Skip to content

Type Narrowing

Type narrowing is the process by which TypeScript refines a variable’s type based on runtime checks. You start with a wide type—like string | number—and TypeScript narrows it as you inspect it.

This is essential for working with:

  • union types
  • external data
  • DOM events
  • APIs
  • optional fields
  • discriminated unions

Let’s break down the main narrowing tools.


Narrowing with typeof

typeof is the simplest and most common narrowing operator.

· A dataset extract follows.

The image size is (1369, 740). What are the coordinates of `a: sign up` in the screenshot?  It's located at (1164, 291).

Example: Narrowing a union

function printValue(value: string | number) {
  if (typeof value === "string") {
    console.log(value.toUpperCase()) // value: string
  } else {
    console.log(value.toFixed(2))    // value: number
  }
}

TypeScript understands:

  • inside the if, value is a string
  • inside the else, value is a number

Supported typeof checks

You can narrow using:

  • "string"
  • "number"
  • "boolean"
  • "bigint"
  • "symbol"
  • "undefined"
  • "object"
  • "function"

Narrowing with instanceof

Use instanceof when working with classes or built‑in objects.

Example: Date vs string

function format(input: string | Date) {
  if (input instanceof Date) {
    return input.toISOString() // input: Date
  }
  return input.toUpperCase()   // input: string
}

Common use cases

  • Date
  • Error
  • custom classes
  • DOM elements (HTMLElement, HTMLInputElement, etc.)

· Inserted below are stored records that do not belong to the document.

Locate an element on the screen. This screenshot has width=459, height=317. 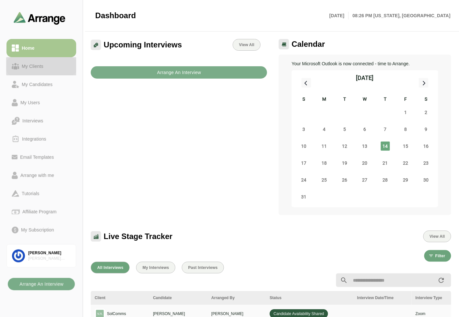
span: Saturday, August 9, 2025 is located at coordinates (426, 129).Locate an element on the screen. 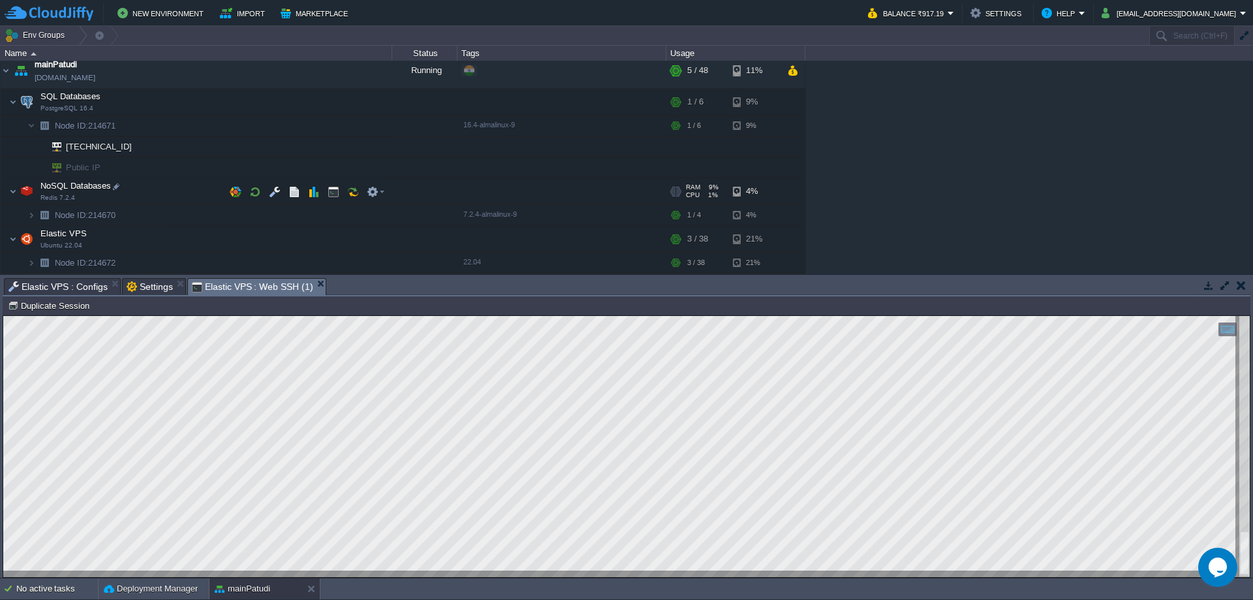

Narrowing with the in Operator

Use in when narrowing based on object properties.

Example: Two object shapes

type User = { name: string }
type Admin = { name: string; permissions: string[] }

function printInfo(person: User | Admin) {
  if ("permissions" in person) {
    console.log("Admin:", person.permissions)
  } else {
    console.log("User:", person.name)
  }
}

TypeScript narrows based on the presence of a property.


Literal Types

Literal types represent exact values, not just general types.

Example: Literal strings

let direction: "up" | "down" | "left" | "right"

This is far safer than:

let direction: string

Literal numbers

type StatusCode = 200 | 400 | 404 | 500

Literal booleans

type Flag = true | false

Literal types are the foundation of discriminated unions.


Discriminated Unions

Discriminated unions are one of TypeScript’s most powerful features.

They combine:

  • union types
  • literal types
  • narrowing

A discriminated union is a union of objects that all share a discriminant property—a literal field that identifies the variant.

Example: Shape types

type Circle = {
  kind: "circle"
  radius: number
}

type Square = {
  kind: "square"
  size: number
}

type Rectangle = {
  kind: "rectangle"
  width: number
  height: number
}

type Shape = Circle | Square | Rectangle

Using a discriminated union

function area(shape: Shape) {
  switch (shape.kind) {
    case "circle":
      return Math.PI * shape.radius ** 2

    case "square":
      return shape.size ** 2

    case "rectangle":
      return shape.width * shape.height

    default:
      const _exhaustive: never = shape
      return _exhaustive
  }
}

Why this is powerful

  • TypeScript narrows based on shape.kind
  • Each case gets full autocomplete
  • Missing cases cause compile‑time errors
  • Impossible states become impossible to represent

This is the pattern behind:

  • Redux reducers
  • API response modeling
  • State machines
  • UI component states
  • Error handling

Putting It All Together

Here’s a realistic example combining all narrowing techniques:

type Result =
  | { status: "success"; data: string }
  | { status: "error"; error: Error }
  | { status: "loading" }

function handle(result: Result) {
  if (result.status === "success") {
    console.log(result.data.toUpperCase())
  } else if (result.status === "error") {
    console.error(result.error.message)
  } else {
    console.log("Loading...")
  }
}

TypeScript ensures:

  • data only exists on "success"
  • error only exists on "error"
  • "loading" has neither
  • no unreachable or invalid states

This is the core of safe, expressive TypeScript.


Summary

In this lesson, you learned how TypeScript refines types at runtime using:

1. Narrowing operators

  • typeof for primitives
  • instanceof for classes
  • in for object shapes

2. Literal types

  • exact string/number/boolean values
  • foundation for precise modeling

3. Discriminated unions

  • the most powerful pattern in TypeScript
  • safe, expressive, and exhaustive
  • ideal for modeling real‑world state

These tools unlock TypeScript’s full potential and prepare you for advanced topics like custom type guards and exhaustive control flow analysis.